For the lakhs of students appearing for the ‘board’ exams, the leak of the Class X Mathematics paper and the Class XII Economics paper has been acutely disorienting. While it is laudable that no time has been lost in tracking down the ringleaders, it is important to nail administrative culpability and, more so, address process and policy failures. It is, for instance, baffling that the CBSE prepared just a single set of question papers, against the usual practice of keeping two or three sets ready. This could have contained the impact of a leak, more so in the age of Whatsapp. It is important that a government so intent on promoting digitisation learns a lesson or two from the manner in which global tests such as GMAT, GRE and SAT are conducted without any leaks whatsoever. While our current levels of internet penetration do not permit a replication of this model on a large scale in the case of board exams, surely a beginning can be made given our software expertise. It is noteworthy that the Digital India portal makes no mention of education, the focus being entirely on delivery of government services and an overhaul of financial transactions, besides ‘IT for jobs’, ‘information for all’ and ‘mobile connectivity’. Likewise, the New Education Policy, 2016, delves more into IT as a subject to be taught than the use of digital tools to enhance the reach, effectiveness and quality of education. Bharat Net holds the key to this endeavour. The education bureaucracy has remained impervious to e-governance which has improved public services in a range of areas.

However, the best systems can fail, if the incentives to cheat are strong. Board exams should be divested of their ‘do or die’ quality. In fact, it isn’t clear why the Class X ‘boards’ have been made compulsory again, if the student is to continue in the same school. The school-leaving exam should be merely treated as a qualifying criterion for college admission, with a national level entrance exam being conducted for various courses as in the case of admission to medicine and engineering. The board exam should cease to be one that eliminates students. That ever rising numbers appear for these exams each year — it was 28 lakh this time — also shows that online learning courses aren’t a draw.
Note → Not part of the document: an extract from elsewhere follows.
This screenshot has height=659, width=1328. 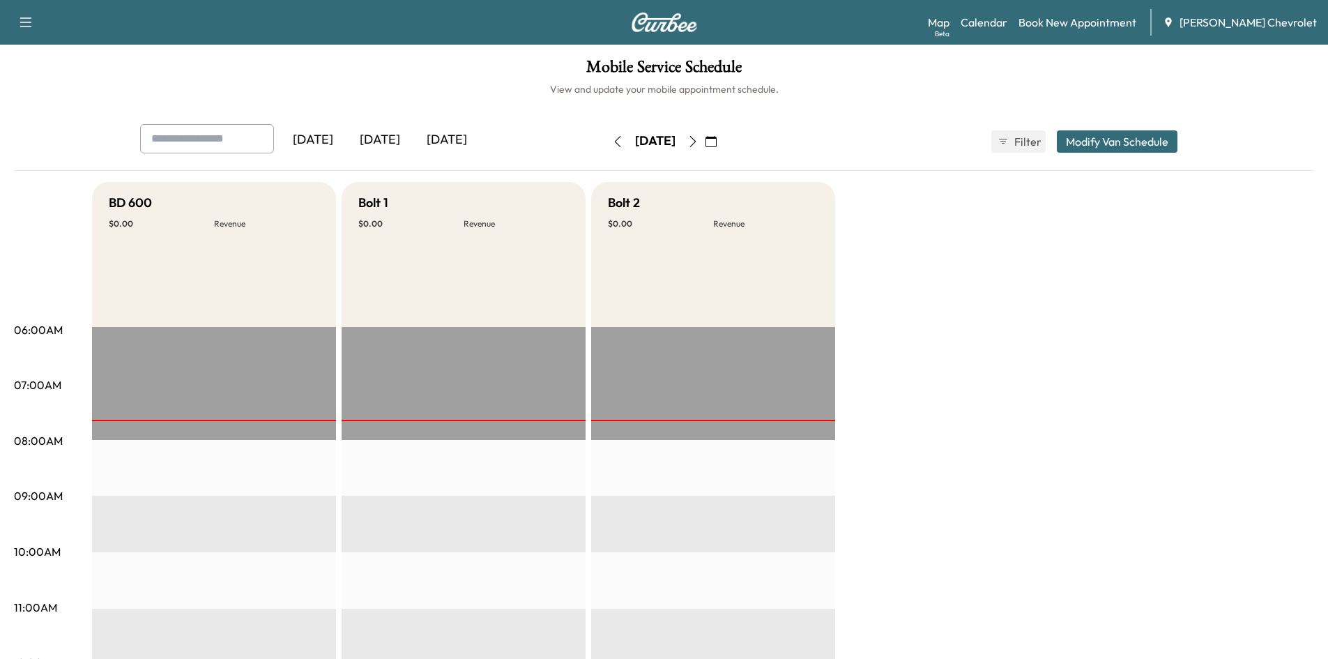 I want to click on span: Filter, so click(x=1027, y=141).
Whether the job market still prefers degrees from brick and mortar institutes of whatever quality is a moot issue.

The budgetary outlay on education must be doubled from present levels of 3.5 per cent of GDP so that both brick and mortar institutions as well as digital instruction get a boost. We need better educators to cope with today’s knowledge and pedagogical realities. The fetish to crack exams stems from deeper social biases that valorise white collar jobs over others. Education has failed to create value for skilled physical work. The task before policy-makers goes beyond plugging exam leaks to fixing an absurdly broken system.